I dream about this. Ripe, sweet figs.
Last spring I planted my third Mission fig tree and again during the summer I lost the tree. I am determined to try again. Though I must admit, I don't see a lot of fig trees around here, so I might be trying the impossible.
I must have tasted my first fig, picked from a tree in our garden, when I was about 5. That's when it all started and since then I am always looking for fresh figs. When I am unable find them, dried figs, but even better, fig jam will do as a replacement.
One of the best lunches in my life was when we took a boat in Istanbul to see the beautiful old houses on the waterfront of the Bosphorus. Towards midday the ferry docked in a small town of which I have forgotten the name. There we had to wait for several hours to take the same boat back to the city.
I found my way to a long line of women in front of the public toilets and I paid some money for a piece of paper which was very frugally handed out by a woman in a black caftan and scarf. I looked at the 2 sheets of paper that she gingerly had laid in the palm of my hand and hopefully looked up at her. It was clear that it was all I would get.
Walking down the main street we bought bread, grapes, olives, cheese and figs and we found a place on the banks overlooking the water to have our picnic. If you have never eaten fresh Turkish bread then you have missed something. The perfect combination of these simple foods and the luscious, ripe figs have left a lasting impression on me and added to my fig fascination.

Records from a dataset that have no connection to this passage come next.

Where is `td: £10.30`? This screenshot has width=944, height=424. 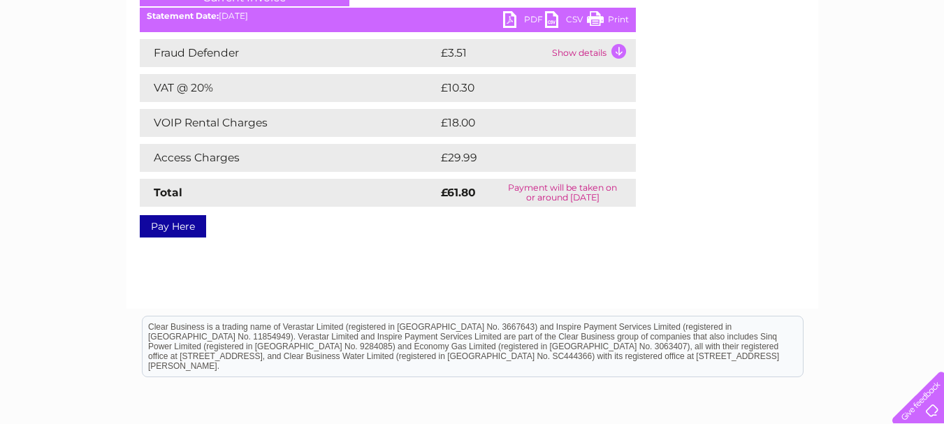
td: £10.30 is located at coordinates (522, 88).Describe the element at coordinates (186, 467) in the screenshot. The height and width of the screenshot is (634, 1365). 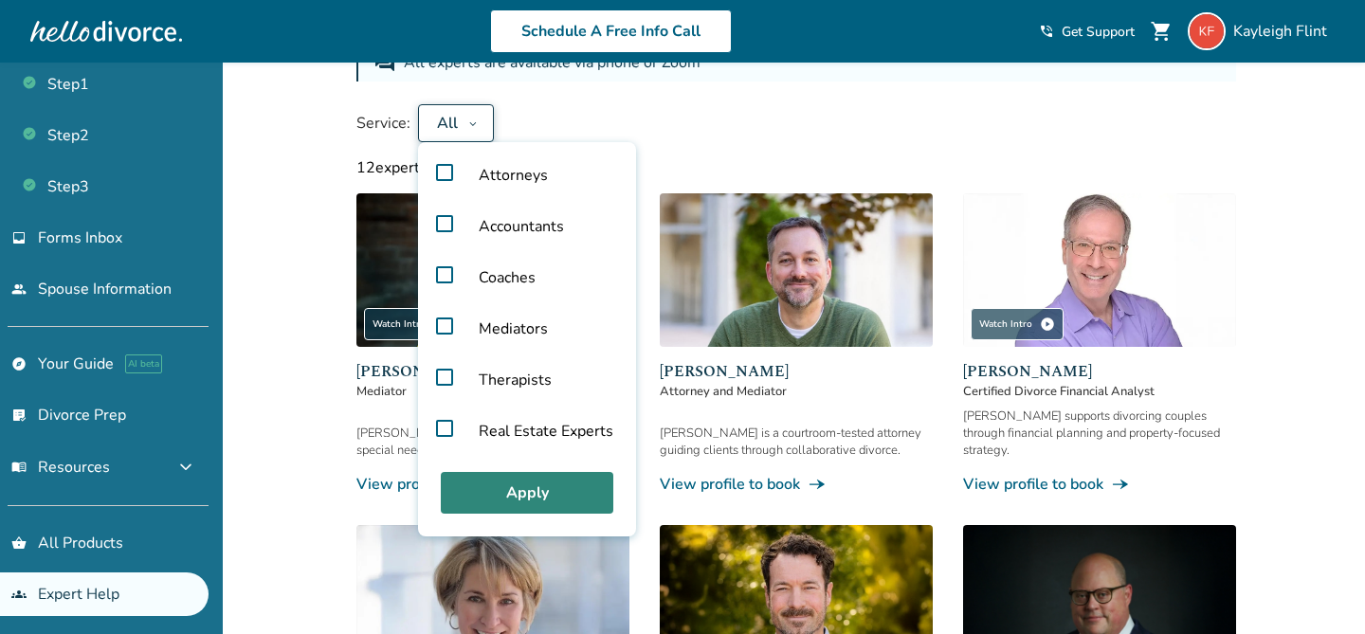
I see `span: expand_more` at that location. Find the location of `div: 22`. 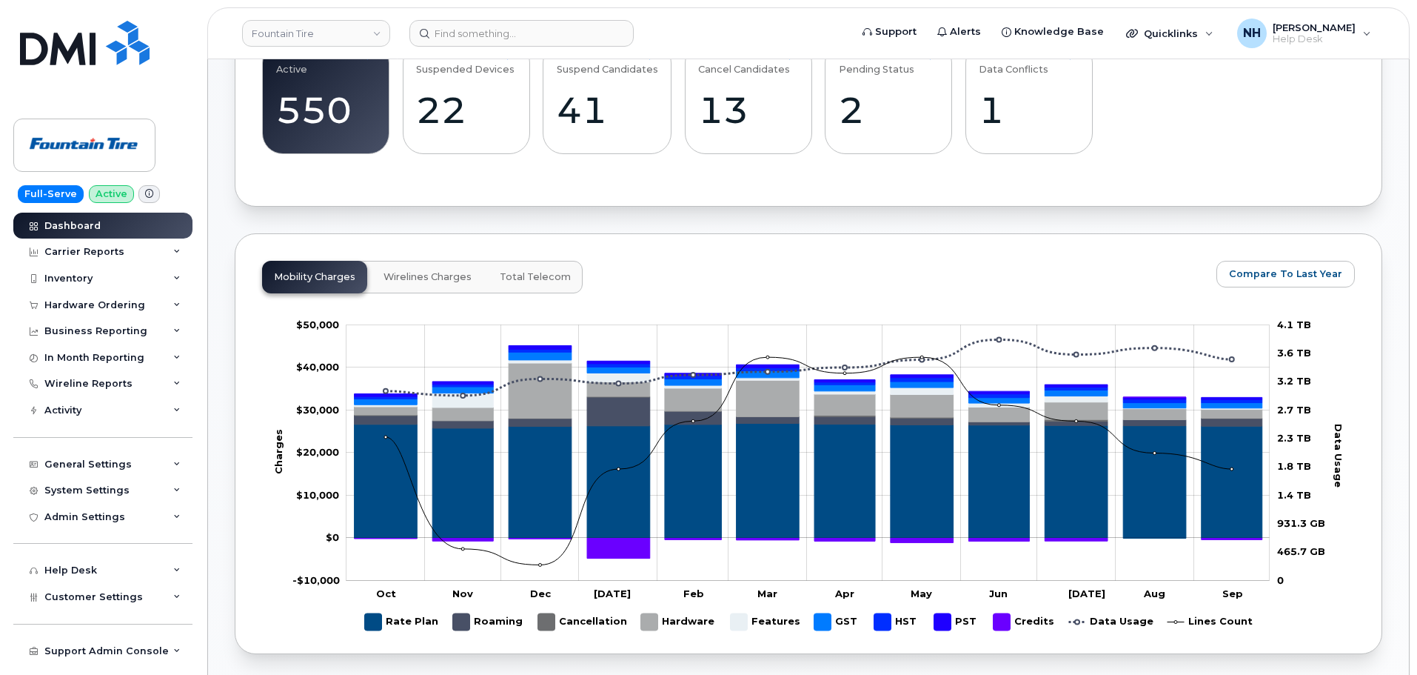

div: 22 is located at coordinates (466, 110).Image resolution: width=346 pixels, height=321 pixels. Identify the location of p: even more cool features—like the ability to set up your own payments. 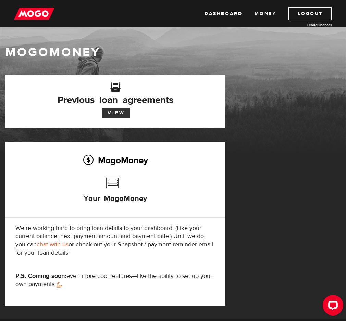
(115, 280).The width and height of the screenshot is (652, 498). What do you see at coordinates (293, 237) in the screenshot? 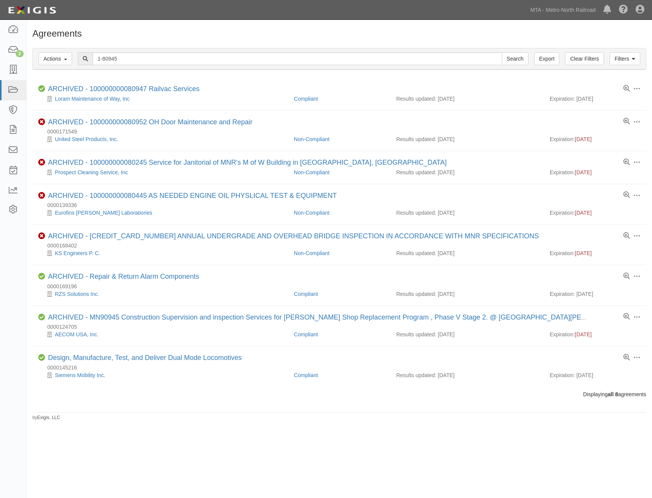
I see `div: 100000000080985 ANNUAL UNDERGRADE AND OVERHEAD BRIDGE INSPECTION IN ACCORDANCE WITH MNR SPECIFICA...` at bounding box center [293, 237].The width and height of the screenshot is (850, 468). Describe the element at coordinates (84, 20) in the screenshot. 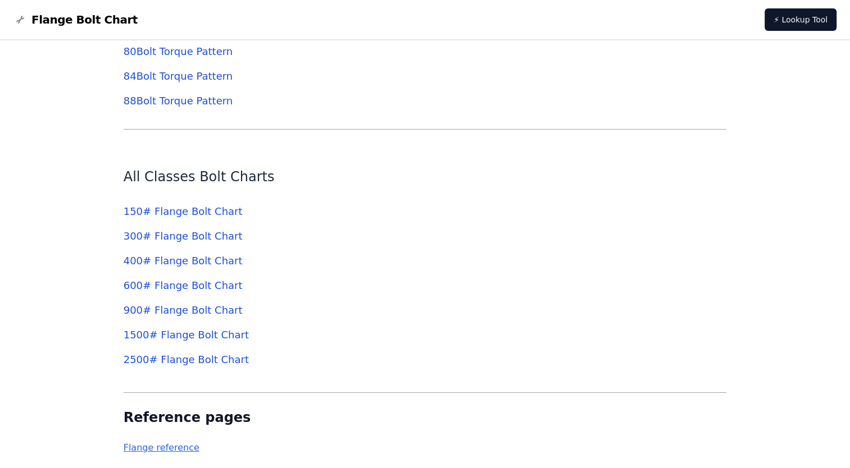

I see `span: Flange Bolt Chart` at that location.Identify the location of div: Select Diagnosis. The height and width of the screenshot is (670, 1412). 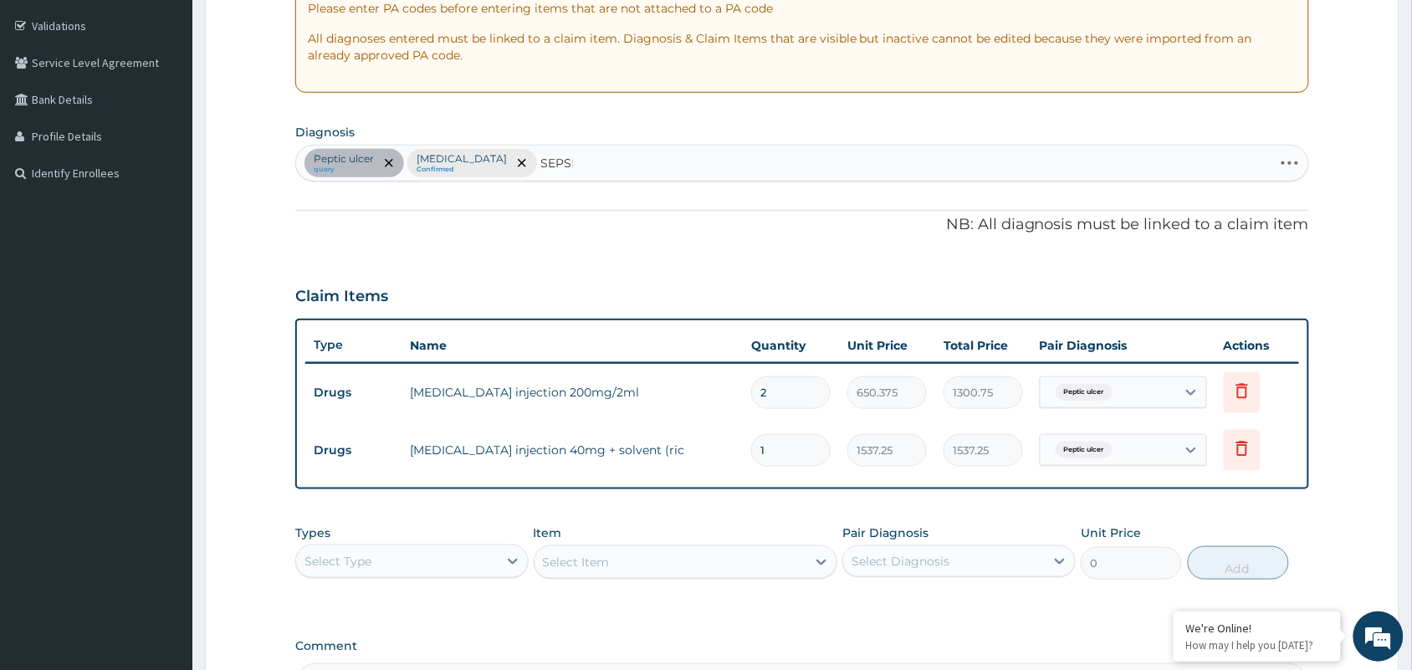
(900, 561).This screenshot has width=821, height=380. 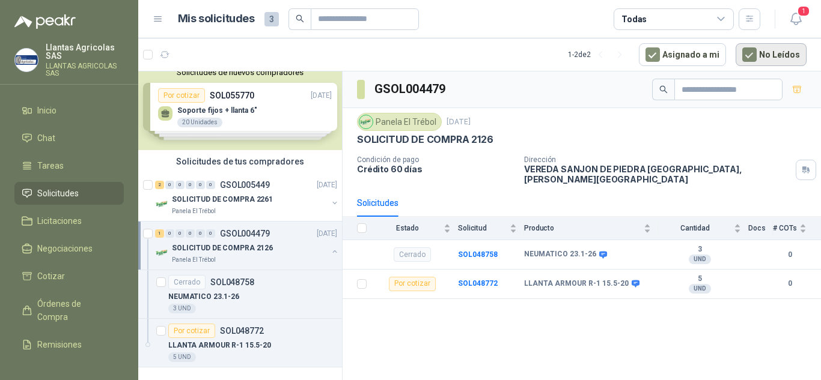 I want to click on a: Licitaciones, so click(x=69, y=221).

When I was visiting my mother in Holland this fall I passed a Turkish grocery store and outside stood a basket with ripe figs. Soon the shop-owner and I were picking out the best and ripest fruits for my dessert that evening.
Holland has become a great big melting pot over the years and when I am there I much enjoy shopping a little at the Indonesian toko for my spices, and at the Turkish or Moroccan grocery stores for the things I cannot find in my area of the U.S.